The Gold Coast Bulletin

Sunday penalty pay set for cut

- RENEE VIELLARIS

TENS of thousands of retail and hospitalit­y workers are facing a weekend pay cut, with the nation’s Fair Work Commission set to cut double-time penalty rates for working Sundays.

Business groups say they are expecting a “favourable decision” today, with double time on Sundays reduced to either time-and-a-half – the same as Saturday penalty rates – or time-and-three-quarters.

The double-time rate under the general retail award is $44 an hour, meaning the cut could cost staff working a six-hour shift up to $66. But businesses say that having to pay such penalties are the greatest deterrent to employment growth.

Today’s decision will also lay the foundation for a new battle between the Government and Labor, which ordered the review of penalty rates when last in government.

Unions will today rally outside the Fair Work Commission in Melbourne’s CBD to “defend penalty rates”.

Anticipati­ng a potential cut, Labor leader Bill Shorten said, “there could not be a worse time to cut penalty rates”. Employment Minister Michaelia Cash hit back, saying if there were a cut, it was because Mr Shorten ordered the review when he was in government.

After the full bench hands down its decision, president Iain Ross will tomorrow go on holidays until March 10, frustratin­g Federal MPs, who had planned to cross-examine him at Senate estimates next week.

Justice Ross will read out part of the decision, which is understood to be complex and not as simple as a cut or no cut. If there is a cut, it is likely there will be a transition period for businesses and employees, and the overhaul could be narrow, affecting just some casual workers employed in retail and hospitalit­y. Businesses say “the devil will be in the detail”.

The Australian Retailers Associatio­n said yesterday: “Following the considerab­le financial contributi­ons made by retailers and associatio­ns ... we are hopeful on behalf of the sector that the decision will be in the industry’s favour.”

National Retail Associatio­n chief executive Dominique Lamb said the greatest deterrent to employment growth in retail was penalty rates.

“The big players like Coles and Woolworths are already on enterprise bargaining agreements, which means they don’t pay penalty rates on Sundays, so the businesses this decision will affect are the small to medium businesses that are the engine room of the economy, and many of whom have simply had to abandon Sunday trading altogether because they just couldn’t find a way to make it viable when paying double time,’’ she said.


● **Goal of the exercise**: Only the pictures should be left out; repeat the rest of the data exactly.

● **Material to process**:
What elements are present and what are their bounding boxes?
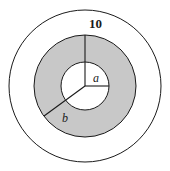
geometry-diagram: 10 a b <box>0 0 170 171</box>
label-ten: 10 <box>89 16 102 31</box>
label-b: b <box>62 111 68 125</box>
label-a: a <box>93 71 99 85</box>
concentric-circles-figure: 10 a b <box>0 0 170 171</box>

● **Task answer**:
What elements are present and what are their bounding boxes?
geometry-diagram: 10 a b <box>0 0 170 171</box>
label-ten: 10 <box>89 16 102 31</box>
label-b: b <box>62 111 68 125</box>
label-a: a <box>93 71 99 85</box>
concentric-circles-figure: 10 a b <box>0 0 170 171</box>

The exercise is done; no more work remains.